We highlight all the shortlisted contenders here, but the award went to Ann Summers chief executive Jacqueline Gold.
She has been a tireless advocate of the importance of diversity in business and in particular has championed equal opportunity for women.
Her sustained campaigning on the issue, reaching far beyond her own business through initiatives such as her Women On Wednesday, or #WOW, initiative on social media to support women in business, won the judges’ backing.
Gold says her commitment to the issue arose naturally from the start of her career at Ann Summers when she was interested in “empowering women in the bedroom” at a time when ideas about gender roles and equality were very different. “The younger generation today would have no idea of the crusade that I have been on over the last 30 to 40 years,” she says.
But her interest soon extended far beyond the bedroom and into the wider world of business.
She says: “The last 10 or 15 years have been about empowering women in business, in the boardroom, the workplace.”
That was influenced by her own experience as a business leader. She says: “I encountered a sort of boys’ club culture, which thankfully is not something we are seeing as much in this generation.
“Early on there were difficulties in networking and going to institutions and what we would consider normal events.
“It was always heavily male orientated, and it was intimidating for women and I could see how that could be such a barrier for women in business and ambitious women.”
“The last 10 or 15 years have been about empowering women in business, in the boardroom, in the workplace”
Jacqueline Gold
She recalls: “As I was employing women into my own business, I would hear horror stories about difficulties they’d faced in breaking the glass ceiling in other businesses.
“I found this astounding because I’d just started to grow this amazing army of women, whether that be in my party plan business and slowly on to my board of very talented women. For me, it was about removing the barriers that stood in their way to success.”
Gold, who is an ambassador for Retail Week’s Be Inspired campaign designed to provide role models for women in the industry, thinks retail is “better than most industries” when it comes to diversity and equality but maintains: “It’s not job done, there’s still much more to do.”

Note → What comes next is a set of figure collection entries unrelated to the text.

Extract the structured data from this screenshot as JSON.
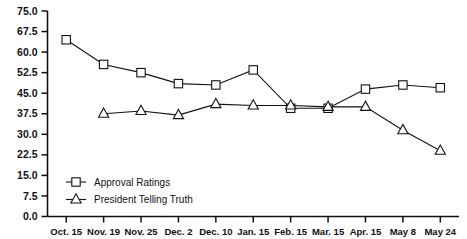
{
  "chart_data": {
    "type": "line",
    "title": "",
    "xlabel": "",
    "ylabel": "",
    "categories": [
      "Oct. 15",
      "Nov. 19",
      "Nov. 25",
      "Dec. 2",
      "Dec. 10",
      "Jan. 15",
      "Feb. 15",
      "Mar. 15",
      "Apr. 15",
      "May 8",
      "May 24"
    ],
    "series": [
      {
        "name": "Approval Ratings",
        "marker": "square",
        "values": [
          64.5,
          55.5,
          52.5,
          48.5,
          48.0,
          53.5,
          39.5,
          39.5,
          46.5,
          48.0,
          47.0
        ]
      },
      {
        "name": "President Telling Truth",
        "marker": "triangle",
        "values": [
          null,
          37.5,
          38.5,
          37.0,
          41.0,
          40.5,
          40.5,
          40.0,
          40.0,
          31.5,
          24.0
        ]
      }
    ],
    "ylim": [
      0.0,
      75.0
    ],
    "ytick_values": [
      0.0,
      7.5,
      15.0,
      22.5,
      30.0,
      37.5,
      45.0,
      52.5,
      60.0,
      67.5,
      75.0
    ],
    "ytick_labels": [
      "0.0",
      "7.5",
      "15.0",
      "22.5",
      "30.0",
      "37.5",
      "45.0",
      "52.5",
      "60.0",
      "67.5",
      "75.0"
    ],
    "grid": false,
    "legend_position": "inside-lower-left",
    "legend": [
      {
        "label": "Approval Ratings",
        "marker": "square"
      },
      {
        "label": "President Telling Truth",
        "marker": "triangle"
      }
    ],
    "colors": {
      "line": "#111111",
      "marker_fill": "#ffffff",
      "axis": "#111111",
      "background": "#ffffff"
    }
  }
}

She intends to carry on her work and says: “I want women to have the same job opportunities as men, the same promotion opportunities, the same pay, the same bonus, the same funding opportunities, without quotas, without [gender pay gap] reporting, without positive discrimination and without all the things we continually have to keep doing to make this happen.”
She is confident that retail can continue to make strides, and concludes: “It’s really important that retailers, leaders in particular, shout about their success. Those that are doing it well need to be vocal about the benefits of diversity. That will help inspire change in the future. As retailers we can be the pioneer of change. How amazing would that be?”
Mark of excellence: Alannah Weston
Selfridges Group deputy chairman Alannah Weston was awarded a Mark of Excellence for her leadership around sustainability in oceans and more widely.
Weston was inspired to kick off Project Ocean in 2011 after a conversation with a scientist friend about endangered fish. She felt that Selfridges could take a leading role in inspiring change and helping customers to “vote with their fork”.
The campaign started with a shift to ensure that only non-endangered fish were sold and served in Selfridges and has expanded from there.
Weston also spearheaded Selfridges’ ‘Buying Better Inspiring Change’ campaign, with a commitment that 50% of its products are better for people and the planet by 2022.
Within this, its Bright New Things initiative champions designers who place sustainable innovation at the heart of what they do.
Each season the department store will introduce at least four new fashion labels to its collection.
Weston continues to drive sustainability and keep it at the heart of the department store business. Each year new initiatives are launched and it continues to shout loudly with the hope of encouraging customers and other retailers to think sustainably.